By Paul Homewood
From Bloomberg:
Germany is the birthplace of Karl Benz, the inventor of the automobile, and gave rise to the “People’s Car,” Volkswagen, which has grown into the world’s biggest auto manufacturer. It’s home to four brands—BMW, Mercedes, Audi, and Porsche—that account for 80 percent of global sales of luxury vehicles. And with 835,000 workers, the auto industry is Germany’s biggest employer, responsible for a fifth of the country’s exports.
But automotive employment will start to decline this year, the powerful IG Metall union predicts. Germany may have reached peak car, posing a threat to the most important pillar of the economy. “We’re preparing for a time when fewer people will work in the industry in our region,” says Rüdiger Schneidewind, mayor of Homburg, a western city of 42,000 with four big factories that account for 30,000 jobs. “More than half of this region’s prosperity is due to auto manufacturing.
It’s hard to overstate the degree to which the automobile permeates German culture. The country’s no-speed-limit autobahns are the stuff of legend, and the cars that run on them are technological marvels supporting a vast ecosystem of suppliers and developers. But as people shift to ride-hailing, car-sharing, and driverless electric vehicles, many of Germany’s advantages will evaporate. “The three core features of mobility in the 20th century are dissolving: cars that need a driver, are privately owned, and are powered by a combustion engine,” says Stephan Rammler, an auto industry consultant and professor of transportation design at Braunschweig University of Art. “Germany risks falling behind new giants being created in China and the U.S.”

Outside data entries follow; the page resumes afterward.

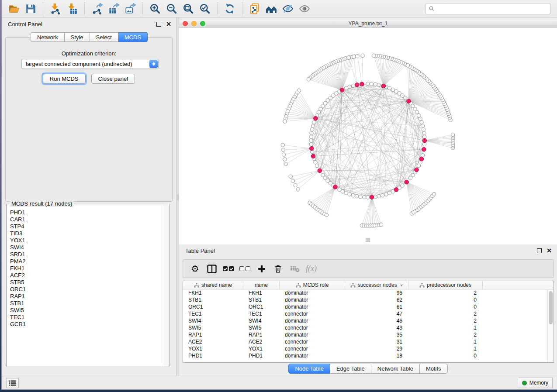 Image resolution: width=557 pixels, height=392 pixels. I want to click on column-header-successor-nodes: successor nodes∨, so click(377, 285).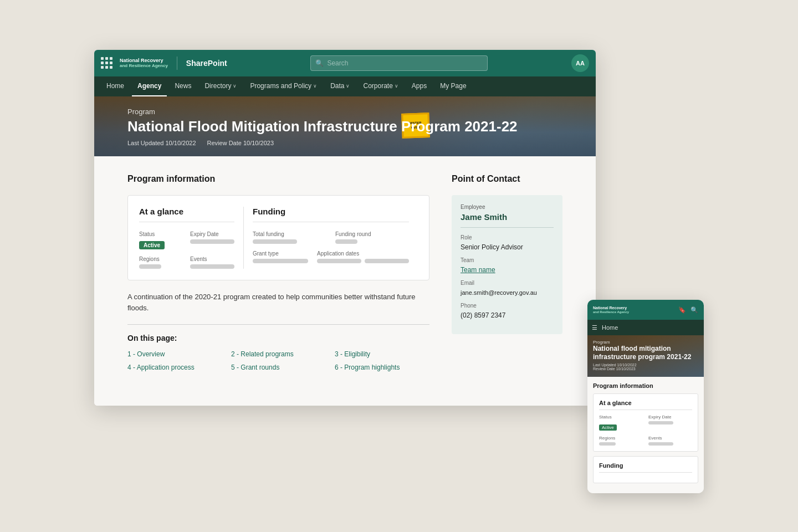  I want to click on expiry-date-value, so click(212, 242).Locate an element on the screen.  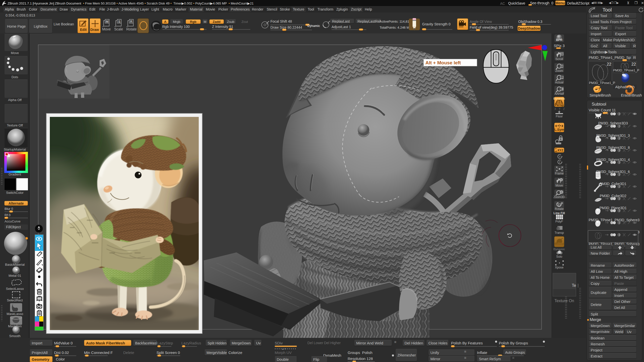
svg-text: Z is located at coordinates (559, 162).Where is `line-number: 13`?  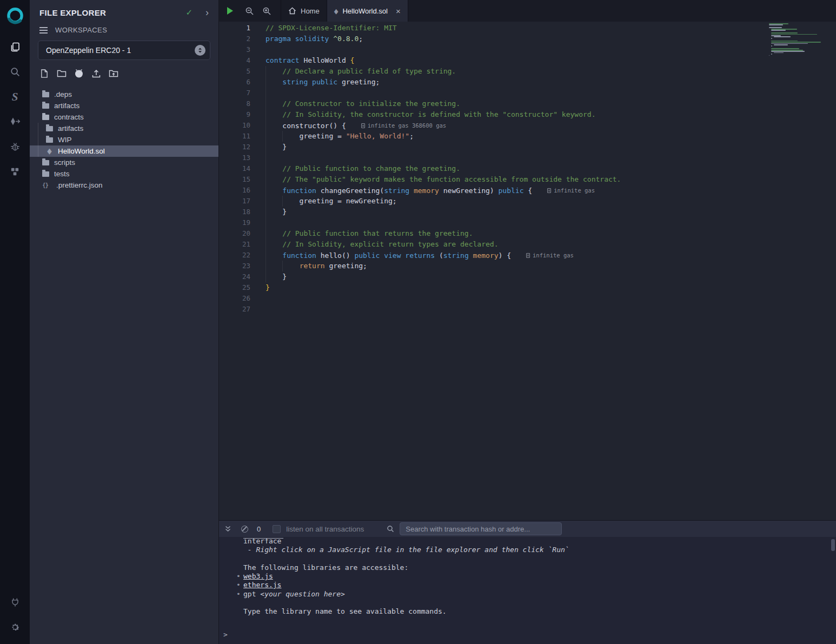 line-number: 13 is located at coordinates (235, 158). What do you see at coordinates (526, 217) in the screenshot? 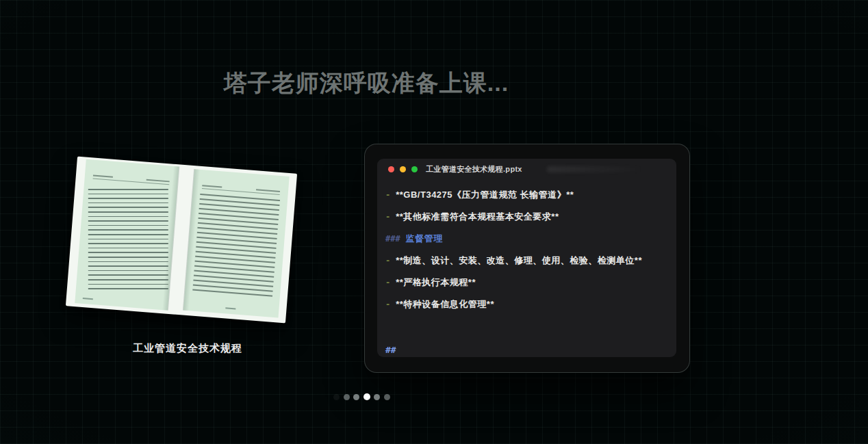
I see `markdown-bullet: -**其他标准需符合本规程基本安全要求**` at bounding box center [526, 217].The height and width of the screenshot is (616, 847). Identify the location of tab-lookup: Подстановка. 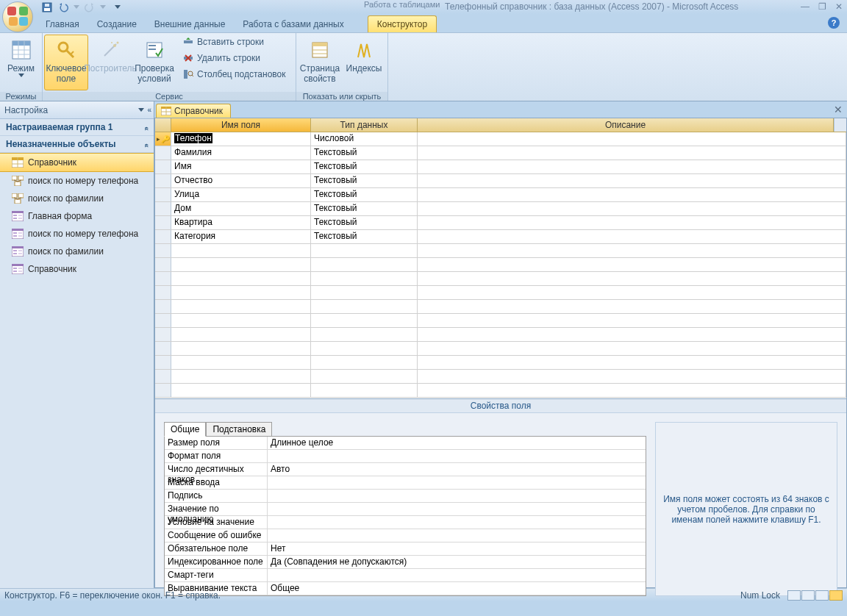
(239, 429).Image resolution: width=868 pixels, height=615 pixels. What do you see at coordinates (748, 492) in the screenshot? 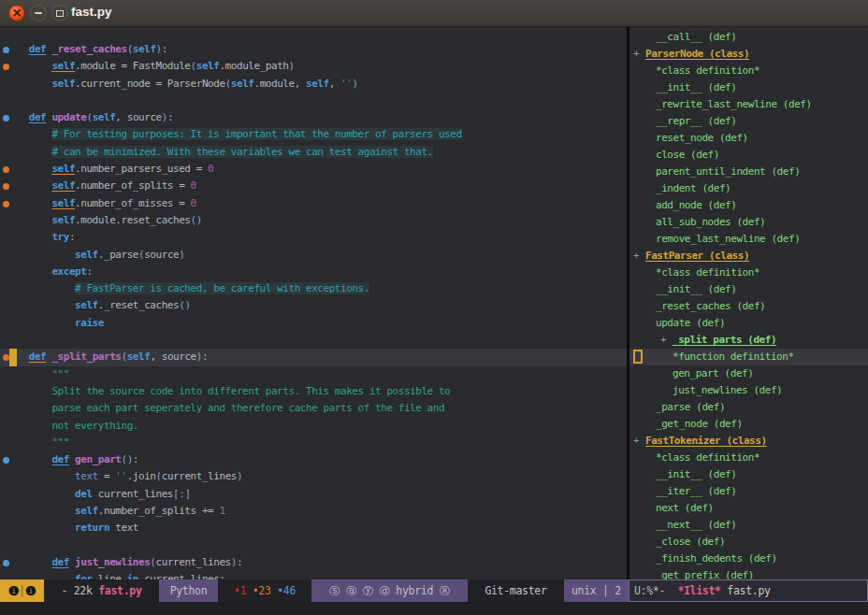
I see `imenu-entry: __iter__ (def)` at bounding box center [748, 492]. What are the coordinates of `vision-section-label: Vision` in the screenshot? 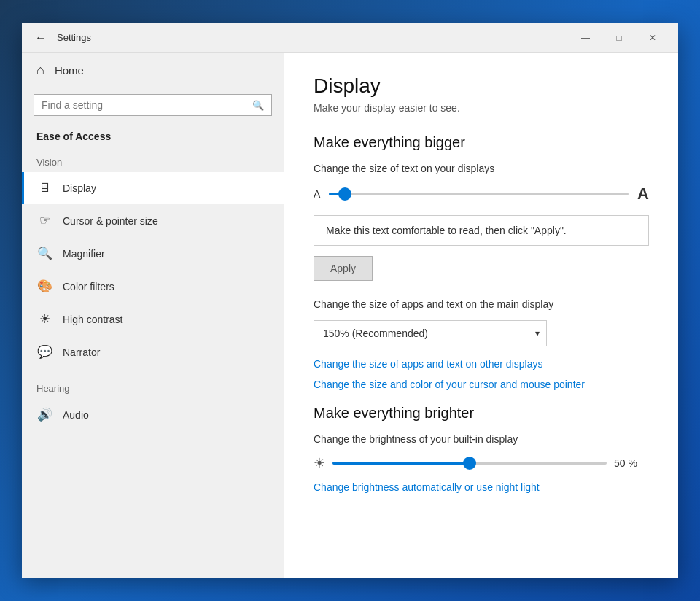 It's located at (153, 160).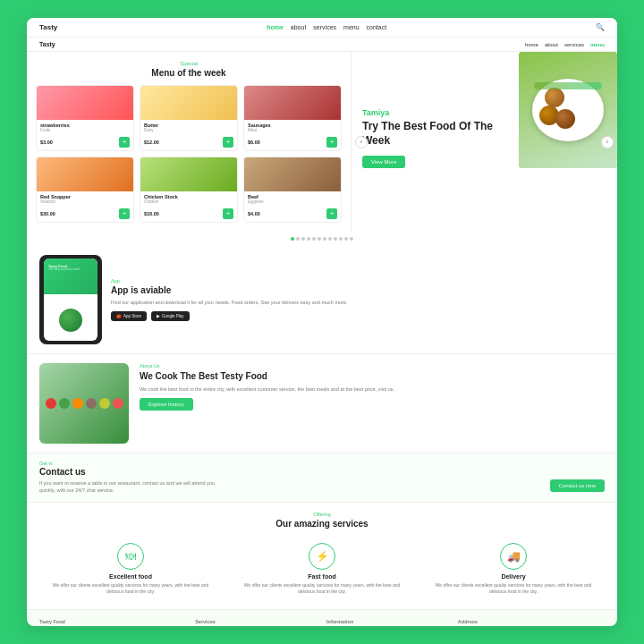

The concern for the Germans is that profits will flow increasingly to arrivistes such as Waymo, Apple, or Uber Technologies. Battery-powered cars don’t need as much precision engineering as traditional models, and making them will require fewer workers. More than a third of Germany’s 210,000 jobs in engine and transmission production will disappear by 2030, IG Metall says. “Carmakers can only survive as mobility-service providers, not as auto manufacturers,” says Horst Lischka, IG Metall’s Munich head and a member of BMW AG’s supervisory board.
Full story here.
It is astonishing to see just how much automaking contributes to the German economy.
You cannot stop progress, but Europe may rue the day it became so obsessed with climate change, that it put at risk one of its most successful industrial sectors.